§ Directions
Working down the material below, reproduce exactly every line from the one containing "The width and height of the screenshot is (1474, 829)." to the last line, and only those.

··· Input records ···

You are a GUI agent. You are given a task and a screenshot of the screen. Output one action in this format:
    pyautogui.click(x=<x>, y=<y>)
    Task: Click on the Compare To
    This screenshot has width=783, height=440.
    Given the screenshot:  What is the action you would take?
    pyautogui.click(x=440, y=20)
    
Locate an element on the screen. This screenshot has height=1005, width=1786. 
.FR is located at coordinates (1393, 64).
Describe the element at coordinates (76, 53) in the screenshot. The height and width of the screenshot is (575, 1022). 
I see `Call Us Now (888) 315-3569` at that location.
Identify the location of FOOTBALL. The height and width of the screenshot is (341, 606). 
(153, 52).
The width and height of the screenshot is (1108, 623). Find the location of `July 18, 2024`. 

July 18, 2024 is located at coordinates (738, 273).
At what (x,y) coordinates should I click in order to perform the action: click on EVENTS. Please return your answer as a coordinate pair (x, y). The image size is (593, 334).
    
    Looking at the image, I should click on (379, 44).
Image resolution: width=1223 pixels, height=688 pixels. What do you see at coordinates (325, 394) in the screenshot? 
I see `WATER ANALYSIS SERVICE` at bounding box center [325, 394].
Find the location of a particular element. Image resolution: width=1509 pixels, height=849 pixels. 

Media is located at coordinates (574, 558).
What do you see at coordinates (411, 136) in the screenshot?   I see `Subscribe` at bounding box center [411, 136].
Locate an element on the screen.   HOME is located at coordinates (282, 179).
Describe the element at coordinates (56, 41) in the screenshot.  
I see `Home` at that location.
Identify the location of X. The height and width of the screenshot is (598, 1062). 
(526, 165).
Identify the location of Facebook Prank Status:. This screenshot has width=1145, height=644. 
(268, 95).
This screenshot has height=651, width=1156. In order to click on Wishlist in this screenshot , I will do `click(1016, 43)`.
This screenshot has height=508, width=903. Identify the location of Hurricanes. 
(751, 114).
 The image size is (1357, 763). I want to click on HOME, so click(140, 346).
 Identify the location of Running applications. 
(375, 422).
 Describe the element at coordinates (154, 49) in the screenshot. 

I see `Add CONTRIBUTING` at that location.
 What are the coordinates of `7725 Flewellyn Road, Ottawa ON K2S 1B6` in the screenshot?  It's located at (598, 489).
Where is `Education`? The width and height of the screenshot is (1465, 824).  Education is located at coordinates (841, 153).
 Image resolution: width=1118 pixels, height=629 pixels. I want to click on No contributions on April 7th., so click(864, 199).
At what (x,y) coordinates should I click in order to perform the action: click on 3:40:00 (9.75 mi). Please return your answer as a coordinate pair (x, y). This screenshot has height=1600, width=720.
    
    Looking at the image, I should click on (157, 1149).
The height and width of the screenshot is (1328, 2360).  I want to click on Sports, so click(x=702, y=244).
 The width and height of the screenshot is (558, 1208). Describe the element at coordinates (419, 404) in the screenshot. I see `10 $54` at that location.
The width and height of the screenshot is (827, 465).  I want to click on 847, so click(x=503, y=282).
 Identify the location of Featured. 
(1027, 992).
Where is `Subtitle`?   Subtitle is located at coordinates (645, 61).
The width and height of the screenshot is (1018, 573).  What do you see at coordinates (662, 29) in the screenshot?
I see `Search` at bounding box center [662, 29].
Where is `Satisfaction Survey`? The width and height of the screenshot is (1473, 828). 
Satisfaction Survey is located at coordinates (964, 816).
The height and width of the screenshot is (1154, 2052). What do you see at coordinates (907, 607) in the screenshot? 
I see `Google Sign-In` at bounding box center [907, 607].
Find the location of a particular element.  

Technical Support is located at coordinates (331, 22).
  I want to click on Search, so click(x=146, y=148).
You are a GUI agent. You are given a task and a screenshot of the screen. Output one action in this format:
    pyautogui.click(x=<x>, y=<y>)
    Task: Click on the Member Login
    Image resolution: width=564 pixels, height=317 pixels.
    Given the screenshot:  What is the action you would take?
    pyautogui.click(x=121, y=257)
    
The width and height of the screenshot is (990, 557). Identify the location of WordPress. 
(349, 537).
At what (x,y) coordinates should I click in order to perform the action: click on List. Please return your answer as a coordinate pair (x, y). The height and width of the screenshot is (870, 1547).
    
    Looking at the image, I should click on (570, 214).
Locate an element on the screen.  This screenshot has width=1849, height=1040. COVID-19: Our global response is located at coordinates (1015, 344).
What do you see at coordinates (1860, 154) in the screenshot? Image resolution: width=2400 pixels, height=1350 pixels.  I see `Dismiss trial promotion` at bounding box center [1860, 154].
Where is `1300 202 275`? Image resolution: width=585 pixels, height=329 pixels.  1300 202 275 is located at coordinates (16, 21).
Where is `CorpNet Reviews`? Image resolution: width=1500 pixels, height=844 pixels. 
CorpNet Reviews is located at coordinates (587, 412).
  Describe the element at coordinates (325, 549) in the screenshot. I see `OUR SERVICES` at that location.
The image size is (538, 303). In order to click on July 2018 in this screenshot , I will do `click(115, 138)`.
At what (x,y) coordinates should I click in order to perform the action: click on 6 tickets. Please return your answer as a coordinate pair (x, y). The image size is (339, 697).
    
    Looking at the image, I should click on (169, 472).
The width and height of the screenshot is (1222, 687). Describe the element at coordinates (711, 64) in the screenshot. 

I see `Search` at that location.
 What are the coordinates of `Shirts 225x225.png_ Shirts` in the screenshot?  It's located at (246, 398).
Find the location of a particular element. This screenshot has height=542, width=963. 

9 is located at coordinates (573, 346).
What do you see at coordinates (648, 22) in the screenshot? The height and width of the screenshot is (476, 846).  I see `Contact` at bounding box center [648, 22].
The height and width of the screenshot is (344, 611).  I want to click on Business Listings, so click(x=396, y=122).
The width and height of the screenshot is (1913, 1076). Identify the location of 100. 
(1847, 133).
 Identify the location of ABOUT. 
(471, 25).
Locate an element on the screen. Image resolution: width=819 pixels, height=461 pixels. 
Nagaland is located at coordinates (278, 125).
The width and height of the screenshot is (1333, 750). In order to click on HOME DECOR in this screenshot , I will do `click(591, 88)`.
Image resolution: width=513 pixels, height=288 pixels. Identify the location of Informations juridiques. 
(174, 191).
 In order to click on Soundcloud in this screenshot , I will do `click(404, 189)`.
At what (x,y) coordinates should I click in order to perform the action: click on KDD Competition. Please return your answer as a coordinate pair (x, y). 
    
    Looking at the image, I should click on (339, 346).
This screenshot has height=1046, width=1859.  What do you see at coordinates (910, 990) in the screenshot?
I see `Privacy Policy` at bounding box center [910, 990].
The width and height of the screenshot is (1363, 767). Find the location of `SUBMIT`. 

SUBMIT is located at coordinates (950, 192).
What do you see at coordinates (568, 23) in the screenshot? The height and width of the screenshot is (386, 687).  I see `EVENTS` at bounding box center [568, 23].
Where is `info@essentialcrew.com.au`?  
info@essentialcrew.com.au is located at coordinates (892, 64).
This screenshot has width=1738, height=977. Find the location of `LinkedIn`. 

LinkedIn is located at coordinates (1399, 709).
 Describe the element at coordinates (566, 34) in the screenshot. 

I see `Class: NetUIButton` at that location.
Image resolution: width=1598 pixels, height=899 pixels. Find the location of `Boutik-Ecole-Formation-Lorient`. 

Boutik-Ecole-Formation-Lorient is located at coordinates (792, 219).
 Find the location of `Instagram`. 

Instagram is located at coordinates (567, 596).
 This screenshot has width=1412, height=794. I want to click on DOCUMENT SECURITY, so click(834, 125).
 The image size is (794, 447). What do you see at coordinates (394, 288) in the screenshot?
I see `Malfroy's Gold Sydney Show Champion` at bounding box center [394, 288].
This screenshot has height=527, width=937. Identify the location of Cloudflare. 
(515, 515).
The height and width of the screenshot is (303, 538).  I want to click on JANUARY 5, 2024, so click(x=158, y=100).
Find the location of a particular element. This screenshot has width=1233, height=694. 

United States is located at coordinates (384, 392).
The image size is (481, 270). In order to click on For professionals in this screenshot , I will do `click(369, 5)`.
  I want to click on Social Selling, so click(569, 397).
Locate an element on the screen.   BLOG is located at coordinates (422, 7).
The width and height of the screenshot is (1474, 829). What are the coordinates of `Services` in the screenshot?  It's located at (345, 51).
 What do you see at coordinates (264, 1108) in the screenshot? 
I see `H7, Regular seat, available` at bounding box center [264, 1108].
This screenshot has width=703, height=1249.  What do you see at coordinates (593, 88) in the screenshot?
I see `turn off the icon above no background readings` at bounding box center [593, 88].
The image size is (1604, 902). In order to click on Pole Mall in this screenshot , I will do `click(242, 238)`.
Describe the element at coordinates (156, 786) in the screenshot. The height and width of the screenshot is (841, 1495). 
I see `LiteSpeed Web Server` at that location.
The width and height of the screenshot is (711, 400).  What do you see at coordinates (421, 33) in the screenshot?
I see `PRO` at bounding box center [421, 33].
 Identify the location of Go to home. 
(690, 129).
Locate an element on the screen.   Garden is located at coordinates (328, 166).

···

§ Written response
The width and height of the screenshot is (1474, 829). What are the coordinates of `Services` in the screenshot?  It's located at (345, 51).
 What do you see at coordinates (264, 1108) in the screenshot? 
I see `H7, Regular seat, available` at bounding box center [264, 1108].
This screenshot has width=703, height=1249.  What do you see at coordinates (593, 88) in the screenshot?
I see `turn off the icon above no background readings` at bounding box center [593, 88].
The image size is (1604, 902). In order to click on Pole Mall in this screenshot , I will do `click(242, 238)`.
Describe the element at coordinates (156, 786) in the screenshot. The height and width of the screenshot is (841, 1495). 
I see `LiteSpeed Web Server` at that location.
The width and height of the screenshot is (711, 400).  What do you see at coordinates (421, 33) in the screenshot?
I see `PRO` at bounding box center [421, 33].
 Identify the location of Go to home. 
(690, 129).
Locate an element on the screen.   Garden is located at coordinates (328, 166).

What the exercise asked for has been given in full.